Cake holes, but not as we know them – the view from Bompas and Parr's Big Rooftop Tea & Golf Party
We’ve seen them build a chocolate climbing wall (scaled by Peter Andre), we’ve listened to them explain the surprisingly logical reasoning behind exploding wedding cakes (no one ever eats it anyway), and we’ve even been mildly drugged by them with seductive rags of ether. So naturally when we heard that London’s favourite culinary wizards, Bompas and Parr, were taking over the Selfridges roof for the second time – the first being their plight to flood the roof with an emerald green boating lake – and creating a crazy golf course made entirely of cake, we were excited.
‘The Big Rooftop Tea and Garden Party’ is part of Selfridges’ timely The Big British Bang celebration, and is pretty much as quintessentially British as you can get. As you step on to the atsroturf-bedecked, six-storey-high roof in the blinding sunlight you are greeted with the reassuring tinkle of good china, which is coming from the delectable Daylesford Organic restaurant that sits alongside Bompas and Parr’s latest extravagant venture: a crazy golf course with obstacles resembling 8ft high replicas of London’s greatest buildings and sites – entirely made of pastel-coloured cake.
So how does it not melt? Why isn’t anyone eating the cake? Why crazy golf? What’s going on? These are just a few questions that arose during our brief spell on the roof, none of which, unfortunately, I can answer. And if I did, would that ruin the fun? Perhaps the best way to experience the mind-blowing creative force that is Sam Bompas and Harry Parr is just to sit back, enjoy what’s put in front of you, and get very excited for what they will bring next.
Bompas and Parr’s Big Rooftop Tea & Golf Party (photo: Gareth Davies)
Bompas and Parr’s Big Rooftop Tea & Golf Party (photo: Gareth Davies)
Bompas and Parr’s Big Rooftop Tea & Golf Party (photo: Gareth Davies)
Bompas and Parr’s Big Rooftop Tea & Golf Party (photo: Gareth Davies)
Share Article
About the Author
—
Liv joined It’s Nice That as an intern in 2011 and worked across online, print and events, and was latterly Features Editor before leaving in May 2015.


### Prompt
The entries below are to be repeated exactly, with the pictures left out.
+++ Supplied records
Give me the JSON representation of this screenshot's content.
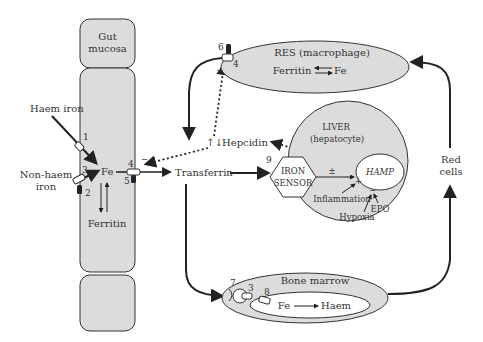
{
  "diagram": {
    "gut": {
      "title_line1": "Gut",
      "title_line2": "mucosa",
      "haem_iron": "Haem iron",
      "non_haem_line1": "Non-haem",
      "non_haem_line2": "iron",
      "fe": "Fe",
      "ferritin": "Ferritin",
      "markers": [
        "1",
        "2",
        "3",
        "4",
        "5"
      ]
    },
    "transferrin": "Transferrin",
    "hepcidin": {
      "arrows": "↑↓",
      "label": "Hepcidin"
    },
    "res": {
      "title": "RES (macrophage)",
      "ferritin": "Ferritin",
      "fe": "Fe",
      "markers": [
        "6",
        "4"
      ],
      "minus": "−"
    },
    "liver": {
      "title_line1": "LIVER",
      "title_line2": "(hepatocyte)",
      "sensor_line1": "IRON",
      "sensor_line2": "SENSOR",
      "sensor_marker": "9",
      "hamp": "HAMP",
      "plus_minus": "±",
      "inflammation": "Inflammation",
      "inflammation_sign": "+",
      "hypoxia": "Hypoxia",
      "epo": "EPO",
      "hypoxia_sign": "−"
    },
    "bone_marrow": {
      "title": "Bone marrow",
      "fe": "Fe",
      "haem": "Haem",
      "markers": [
        "7",
        "3",
        "8"
      ]
    },
    "red_cells": {
      "line1": "Red",
      "line2": "cells"
    },
    "gut_minus": "−",
    "colors": {
      "fill": "#dcdcdc",
      "stroke": "#333333",
      "text": "#333333",
      "dark_transporter": "#222222"
    }
  }
}
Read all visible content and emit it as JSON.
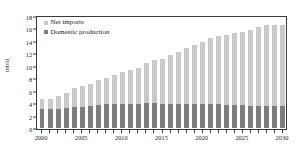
{
  "chart_data": {
    "type": "bar",
    "stacked": true,
    "title": "",
    "xlabel": "",
    "ylabel": "mb/d",
    "ylim": [
      0,
      18
    ],
    "ytick_values": [
      0,
      2,
      4,
      6,
      8,
      10,
      12,
      14,
      16,
      18
    ],
    "ytick_labels": [
      "0",
      "2",
      "4",
      "6",
      "8",
      "10",
      "12",
      "14",
      "16",
      "18"
    ],
    "xlim_years": [
      2000,
      2030
    ],
    "xtick_labels": [
      "2000",
      "2005",
      "2010",
      "2015",
      "2020",
      "2025",
      "2030"
    ],
    "xtick_years": [
      2000,
      2005,
      2010,
      2015,
      2020,
      2025,
      2030
    ],
    "grid": false,
    "legend_position": "top-left",
    "categories": [
      "2000",
      "2001",
      "2002",
      "2003",
      "2004",
      "2005",
      "2006",
      "2007",
      "2008",
      "2009",
      "2010",
      "2011",
      "2012",
      "2013",
      "2014",
      "2015",
      "2016",
      "2017",
      "2018",
      "2019",
      "2020",
      "2021",
      "2022",
      "2023",
      "2024",
      "2025",
      "2026",
      "2027",
      "2028",
      "2029",
      "2030"
    ],
    "series": [
      {
        "name": "Domestic production",
        "color": "#7d7d7d",
        "values": [
          3.1,
          3.1,
          3.1,
          3.2,
          3.3,
          3.4,
          3.6,
          3.7,
          3.8,
          3.8,
          3.8,
          3.9,
          3.9,
          4.0,
          4.0,
          3.9,
          3.9,
          3.9,
          3.9,
          3.9,
          3.8,
          3.8,
          3.8,
          3.7,
          3.7,
          3.7,
          3.6,
          3.6,
          3.5,
          3.5,
          3.5
        ]
      },
      {
        "name": "Net imports",
        "color": "#c9c9c9",
        "values": [
          1.6,
          1.6,
          2.0,
          2.4,
          3.1,
          3.3,
          3.5,
          4.0,
          4.3,
          4.8,
          5.2,
          5.4,
          5.8,
          6.5,
          6.9,
          7.2,
          7.8,
          8.3,
          9.0,
          9.4,
          10.0,
          10.6,
          11.0,
          11.2,
          11.6,
          11.8,
          12.2,
          12.6,
          13.0,
          13.1,
          13.1
        ]
      }
    ],
    "totals": [
      4.7,
      4.7,
      5.1,
      5.6,
      6.4,
      6.7,
      7.1,
      7.7,
      8.1,
      8.6,
      9.0,
      9.3,
      9.7,
      10.5,
      10.9,
      11.1,
      11.7,
      12.2,
      12.9,
      13.3,
      13.8,
      14.4,
      14.8,
      14.9,
      15.3,
      15.5,
      15.8,
      16.2,
      16.5,
      16.6,
      16.6
    ]
  },
  "legend": {
    "entries": [
      {
        "label": "Net imports",
        "color": "#c9c9c9"
      },
      {
        "label": "Domestic production",
        "color": "#7d7d7d"
      }
    ]
  },
  "axes": {
    "y_title": "mb/d"
  }
}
++++++
### Answer section
Give me the JSON representation of this screenshot's content.
{
  "diagram": {
    "gut": {
      "title_line1": "Gut",
      "title_line2": "mucosa",
      "haem_iron": "Haem iron",
      "non_haem_line1": "Non-haem",
      "non_haem_line2": "iron",
      "fe": "Fe",
      "ferritin": "Ferritin",
      "markers": [
        "1",
        "2",
        "3",
        "4",
        "5"
      ]
    },
    "transferrin": "Transferrin",
    "hepcidin": {
      "arrows": "↑↓",
      "label": "Hepcidin"
    },
    "res": {
      "title": "RES (macrophage)",
      "ferritin": "Ferritin",
      "fe": "Fe",
      "markers": [
        "6",
        "4"
      ],
      "minus": "−"
    },
    "liver": {
      "title_line1": "LIVER",
      "title_line2": "(hepatocyte)",
      "sensor_line1": "IRON",
      "sensor_line2": "SENSOR",
      "sensor_marker": "9",
      "hamp": "HAMP",
      "plus_minus": "±",
      "inflammation": "Inflammation",
      "inflammation_sign": "+",
      "hypoxia": "Hypoxia",
      "epo": "EPO",
      "hypoxia_sign": "−"
    },
    "bone_marrow": {
      "title": "Bone marrow",
      "fe": "Fe",
      "haem": "Haem",
      "markers": [
        "7",
        "3",
        "8"
      ]
    },
    "red_cells": {
      "line1": "Red",
      "line2": "cells"
    },
    "gut_minus": "−",
    "colors": {
      "fill": "#dcdcdc",
      "stroke": "#333333",
      "text": "#333333",
      "dark_transporter": "#222222"
    }
  }
}
Read all visible content and emit it as JSON.
{
  "chart_data": {
    "type": "bar",
    "stacked": true,
    "title": "",
    "xlabel": "",
    "ylabel": "mb/d",
    "ylim": [
      0,
      18
    ],
    "ytick_values": [
      0,
      2,
      4,
      6,
      8,
      10,
      12,
      14,
      16,
      18
    ],
    "ytick_labels": [
      "0",
      "2",
      "4",
      "6",
      "8",
      "10",
      "12",
      "14",
      "16",
      "18"
    ],
    "xlim_years": [
      2000,
      2030
    ],
    "xtick_labels": [
      "2000",
      "2005",
      "2010",
      "2015",
      "2020",
      "2025",
      "2030"
    ],
    "xtick_years": [
      2000,
      2005,
      2010,
      2015,
      2020,
      2025,
      2030
    ],
    "grid": false,
    "legend_position": "top-left",
    "categories": [
      "2000",
      "2001",
      "2002",
      "2003",
      "2004",
      "2005",
      "2006",
      "2007",
      "2008",
      "2009",
      "2010",
      "2011",
      "2012",
      "2013",
      "2014",
      "2015",
      "2016",
      "2017",
      "2018",
      "2019",
      "2020",
      "2021",
      "2022",
      "2023",
      "2024",
      "2025",
      "2026",
      "2027",
      "2028",
      "2029",
      "2030"
    ],
    "series": [
      {
        "name": "Domestic production",
        "color": "#7d7d7d",
        "values": [
          3.1,
          3.1,
          3.1,
          3.2,
          3.3,
          3.4,
          3.6,
          3.7,
          3.8,
          3.8,
          3.8,
          3.9,
          3.9,
          4.0,
          4.0,
          3.9,
          3.9,
          3.9,
          3.9,
          3.9,
          3.8,
          3.8,
          3.8,
          3.7,
          3.7,
          3.7,
          3.6,
          3.6,
          3.5,
          3.5,
          3.5
        ]
      },
      {
        "name": "Net imports",
        "color": "#c9c9c9",
        "values": [
          1.6,
          1.6,
          2.0,
          2.4,
          3.1,
          3.3,
          3.5,
          4.0,
          4.3,
          4.8,
          5.2,
          5.4,
          5.8,
          6.5,
          6.9,
          7.2,
          7.8,
          8.3,
          9.0,
          9.4,
          10.0,
          10.6,
          11.0,
          11.2,
          11.6,
          11.8,
          12.2,
          12.6,
          13.0,
          13.1,
          13.1
        ]
      }
    ],
    "totals": [
      4.7,
      4.7,
      5.1,
      5.6,
      6.4,
      6.7,
      7.1,
      7.7,
      8.1,
      8.6,
      9.0,
      9.3,
      9.7,
      10.5,
      10.9,
      11.1,
      11.7,
      12.2,
      12.9,
      13.3,
      13.8,
      14.4,
      14.8,
      14.9,
      15.3,
      15.5,
      15.8,
      16.2,
      16.5,
      16.6,
      16.6
    ]
  },
  "legend": {
    "entries": [
      {
        "label": "Net imports",
        "color": "#c9c9c9"
      },
      {
        "label": "Domestic production",
        "color": "#7d7d7d"
      }
    ]
  },
  "axes": {
    "y_title": "mb/d"
  }
}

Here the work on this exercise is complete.